For the past two nights she had gone to sleep with Abram’s arms around her, only to awaken with Tariq’s holding her. It was creating an intimacy she couldn’t seem to escape.
Restraining a frustrated sigh she turned back to him, her lips parting to comment on Abram’s absence when a hard, imperative knock sounded on the heavy, thick wood of the door.
Paige flinched with near violence, her heart jumping into her throat as her gaze flew to where Tariq was quickly folding a square of cloth over the device he had been working on and rising from the chair.
He pointed to the connecting door that led to his suite as he moved to it quickly.
He was leaving?
“Where are you going?” she hissed.
“I’ll be listening,” he promised quickly, his voice so low as to be nearly silent. “See who it is, and don’t let them know I’m here.”
He handed her the scarf that Abram had given her in case Azir showed up to use over her head and around her neck as a hijab.
The knock sounded again, harder, and this time, more impatient.
“Who is it?” she called out as she quickly secured the scarf around her head as Abram had taught her.
“It is Jafar, Paige. I have someone here who wishes to see you.” His voice came through the door quietly.
font color="#000000">Dammit, where the hell was Abram?
“Abram isn’t here, Jafar,” she stated from the seam of the door and frame. “He told me not to open the door to anyone.”
She heard Jafar’s laughter through the heavy wood. “Put your scarf on and simply open the door. I do not intend to enter the room.”
She looked to where Tariq watched from the doorway of his suite. He nodded at her as she gave him a look of desperation and silently mouthed, “What do I do?”
He grimaced tightly before nodding again at her and disappearing into the other room.
Releasing the locks she opened the door several inches and stared at Jafar and the figure clothed in black from head to foot in the face and body covering usually only worn in the strictest of areas.
Behind the mesh screen of the burqa, feminine eyes stared back at her, though the shape and color were impossible to distinguish.
Behind the much smaller figure stood Jafar, as his odd, almost translucent pale green eyes watched her with knowing, mocking amusement.

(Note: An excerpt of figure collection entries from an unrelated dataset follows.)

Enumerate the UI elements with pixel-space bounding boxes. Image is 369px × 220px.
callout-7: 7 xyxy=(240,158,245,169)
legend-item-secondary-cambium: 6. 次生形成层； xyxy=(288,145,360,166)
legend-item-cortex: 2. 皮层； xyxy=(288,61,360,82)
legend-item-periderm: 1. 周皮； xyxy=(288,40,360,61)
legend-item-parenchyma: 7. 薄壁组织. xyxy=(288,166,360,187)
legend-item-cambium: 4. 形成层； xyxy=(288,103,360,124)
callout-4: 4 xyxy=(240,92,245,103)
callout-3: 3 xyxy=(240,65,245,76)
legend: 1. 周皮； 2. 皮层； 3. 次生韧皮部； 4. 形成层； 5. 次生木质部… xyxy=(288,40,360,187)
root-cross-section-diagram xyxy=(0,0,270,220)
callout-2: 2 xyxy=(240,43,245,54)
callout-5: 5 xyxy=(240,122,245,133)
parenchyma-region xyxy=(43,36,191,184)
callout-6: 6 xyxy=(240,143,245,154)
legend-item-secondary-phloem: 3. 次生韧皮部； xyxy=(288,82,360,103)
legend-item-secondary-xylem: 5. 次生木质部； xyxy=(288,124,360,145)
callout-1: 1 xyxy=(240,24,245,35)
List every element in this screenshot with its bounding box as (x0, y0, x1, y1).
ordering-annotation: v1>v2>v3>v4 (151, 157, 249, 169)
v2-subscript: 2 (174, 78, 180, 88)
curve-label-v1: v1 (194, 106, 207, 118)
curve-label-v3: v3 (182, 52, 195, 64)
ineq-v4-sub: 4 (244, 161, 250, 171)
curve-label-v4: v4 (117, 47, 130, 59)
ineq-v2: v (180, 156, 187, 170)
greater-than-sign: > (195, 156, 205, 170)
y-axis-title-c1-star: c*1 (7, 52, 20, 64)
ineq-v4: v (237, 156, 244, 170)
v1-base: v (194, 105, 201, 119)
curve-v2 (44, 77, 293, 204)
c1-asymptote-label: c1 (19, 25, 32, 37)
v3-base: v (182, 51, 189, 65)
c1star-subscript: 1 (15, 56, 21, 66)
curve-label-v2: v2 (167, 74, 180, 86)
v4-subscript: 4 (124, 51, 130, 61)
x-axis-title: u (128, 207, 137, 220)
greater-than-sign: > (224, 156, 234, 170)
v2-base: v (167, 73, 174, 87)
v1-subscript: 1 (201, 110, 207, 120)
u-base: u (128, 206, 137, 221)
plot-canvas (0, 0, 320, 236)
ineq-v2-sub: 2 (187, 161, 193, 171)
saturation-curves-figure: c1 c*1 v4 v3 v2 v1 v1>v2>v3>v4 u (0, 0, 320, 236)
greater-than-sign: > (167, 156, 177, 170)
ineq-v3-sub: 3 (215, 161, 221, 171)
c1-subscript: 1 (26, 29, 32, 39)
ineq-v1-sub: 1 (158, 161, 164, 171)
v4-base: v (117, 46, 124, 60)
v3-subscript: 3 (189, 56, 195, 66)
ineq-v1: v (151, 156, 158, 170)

Antagonism rose within her at the first sight of him and it was all she could do to keep her lips clamped closed.
“Such a look of anger.” He grinned at her, a brow arching in a move of such arrogance that for a second, he reminded her of Abram.
“Stop trying to make her angry, brother,” the feminine voice chided him with surprising tartness.

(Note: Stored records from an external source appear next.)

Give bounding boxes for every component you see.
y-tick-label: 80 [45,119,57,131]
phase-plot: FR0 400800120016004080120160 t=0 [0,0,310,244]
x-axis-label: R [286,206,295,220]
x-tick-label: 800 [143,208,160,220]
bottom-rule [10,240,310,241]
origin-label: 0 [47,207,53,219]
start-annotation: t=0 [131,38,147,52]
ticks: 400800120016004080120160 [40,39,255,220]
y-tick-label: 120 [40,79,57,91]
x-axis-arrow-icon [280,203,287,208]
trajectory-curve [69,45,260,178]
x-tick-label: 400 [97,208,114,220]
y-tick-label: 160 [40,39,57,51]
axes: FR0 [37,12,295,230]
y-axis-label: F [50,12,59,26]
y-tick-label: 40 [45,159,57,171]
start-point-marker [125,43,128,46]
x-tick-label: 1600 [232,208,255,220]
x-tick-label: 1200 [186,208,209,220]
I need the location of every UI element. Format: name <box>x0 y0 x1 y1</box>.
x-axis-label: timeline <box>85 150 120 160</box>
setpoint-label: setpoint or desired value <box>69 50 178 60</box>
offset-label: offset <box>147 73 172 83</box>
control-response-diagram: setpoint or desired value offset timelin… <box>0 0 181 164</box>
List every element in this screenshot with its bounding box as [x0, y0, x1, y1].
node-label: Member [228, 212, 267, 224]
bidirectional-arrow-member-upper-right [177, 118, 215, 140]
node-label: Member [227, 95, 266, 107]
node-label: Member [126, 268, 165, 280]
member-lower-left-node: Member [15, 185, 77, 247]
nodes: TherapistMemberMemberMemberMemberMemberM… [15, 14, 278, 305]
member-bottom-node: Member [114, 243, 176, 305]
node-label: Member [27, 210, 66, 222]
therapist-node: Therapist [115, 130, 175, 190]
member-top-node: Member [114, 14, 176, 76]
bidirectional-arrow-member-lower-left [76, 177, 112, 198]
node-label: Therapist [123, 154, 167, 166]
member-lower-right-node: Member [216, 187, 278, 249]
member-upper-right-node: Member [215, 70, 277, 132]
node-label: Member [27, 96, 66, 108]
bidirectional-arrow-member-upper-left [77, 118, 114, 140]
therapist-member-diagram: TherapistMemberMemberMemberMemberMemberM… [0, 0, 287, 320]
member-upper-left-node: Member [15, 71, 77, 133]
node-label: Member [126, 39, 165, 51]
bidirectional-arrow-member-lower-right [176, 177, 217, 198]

Paige’s gaze jerked back to the shrouded figure and struggled to peer behind the mesh eye covering.
“Chalah?” she whispered uncertainly, hopefully, though suspicion was blooming inside her.
“I told you she would remember me.” Soft laughter spilled from behind the dark covering. “Let me in, Paige, so I can get rid of my hulking brother, if you don’t mind.”
Paige’s eyes flicked to Jafar once again. How cruel of him to bring the sister who had once been her friend to betray her.
She eased back slowly, allowing the door to open as she kept a wary eye on Jafar. She trusted him even less now. It was incredibly obvious he was attempting to use the sister he had once seemed to adore.
The lies of the past were piling up on his head, and she hoped the weight of them buried him. Quickly.
“It’s about time.” Chalah all but bounced into te room as Paige closed the door in Jafar’s laughing face.